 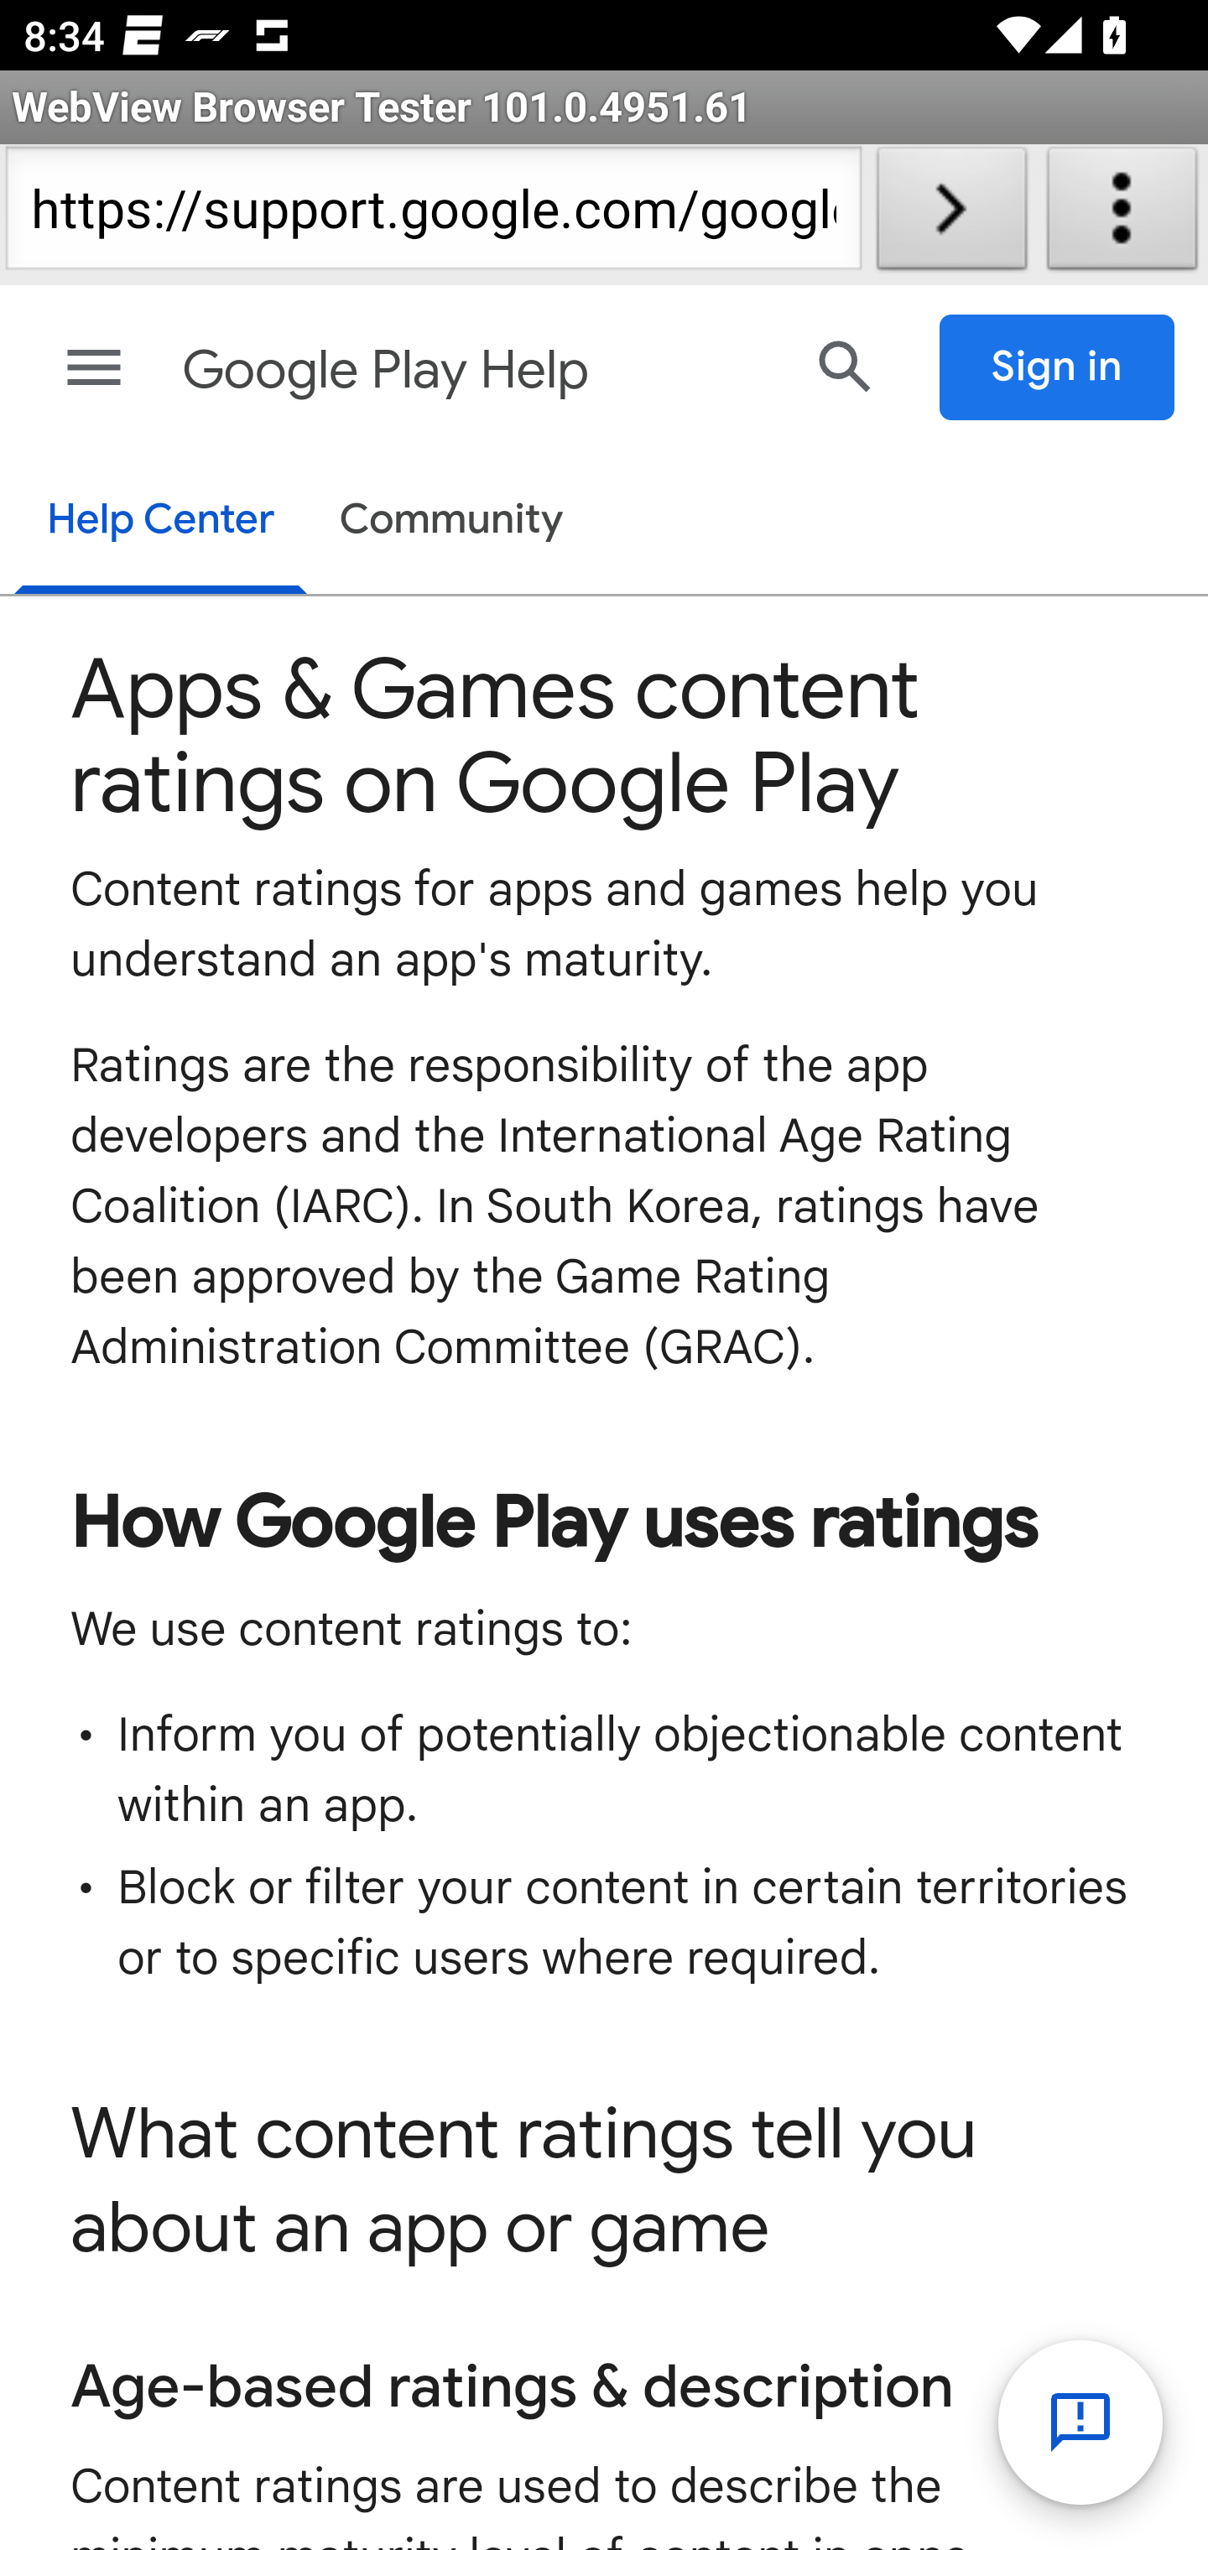 I want to click on Help Center, so click(x=159, y=523).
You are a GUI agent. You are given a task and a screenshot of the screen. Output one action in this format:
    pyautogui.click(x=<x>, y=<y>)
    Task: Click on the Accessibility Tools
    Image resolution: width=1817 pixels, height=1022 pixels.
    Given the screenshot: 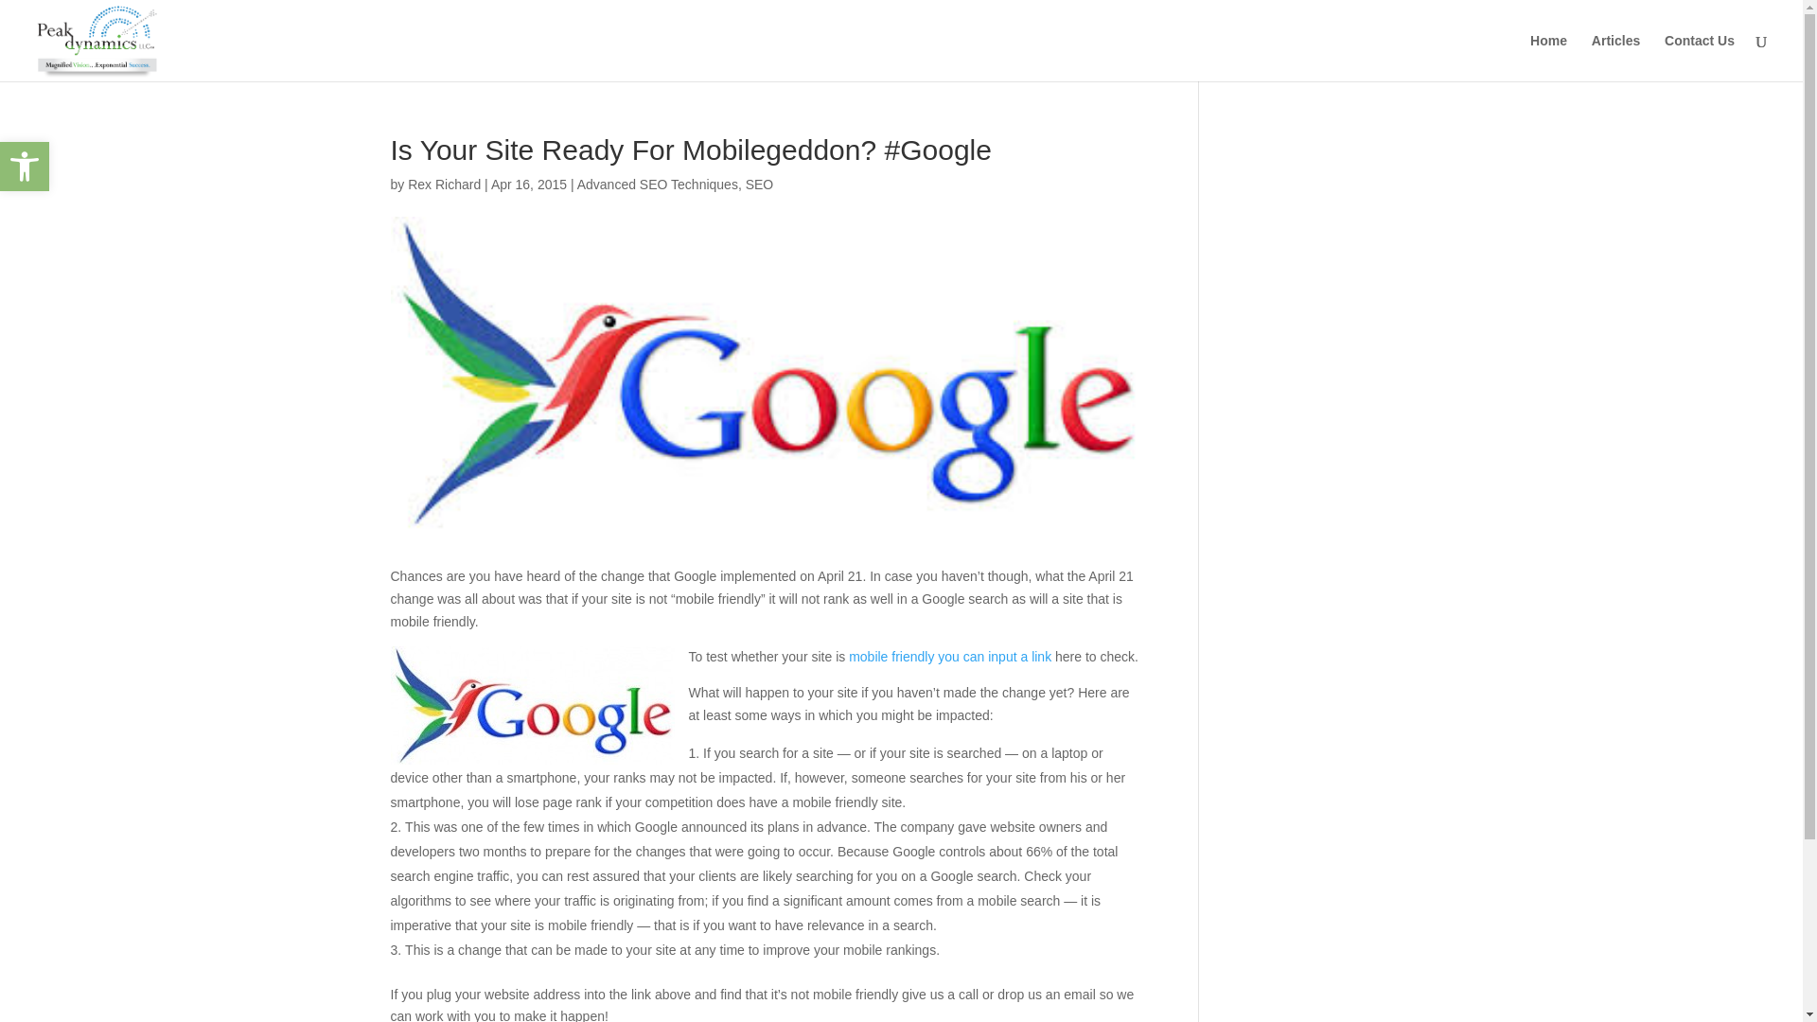 What is the action you would take?
    pyautogui.click(x=25, y=167)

::::

■ Exercise instructions: Beginning at the line with "You are a GUI" and stopping after the line with "Image resolution: width=1817", please write out every line of the data above exactly and nothing else.

■ Written response:
You are a GUI agent. You are given a task and a screenshot of the screen. Output one action in this format:
    pyautogui.click(x=<x>, y=<y>)
    Task: Click on the Accessibility Tools
    Image resolution: width=1817 pixels, height=1022 pixels.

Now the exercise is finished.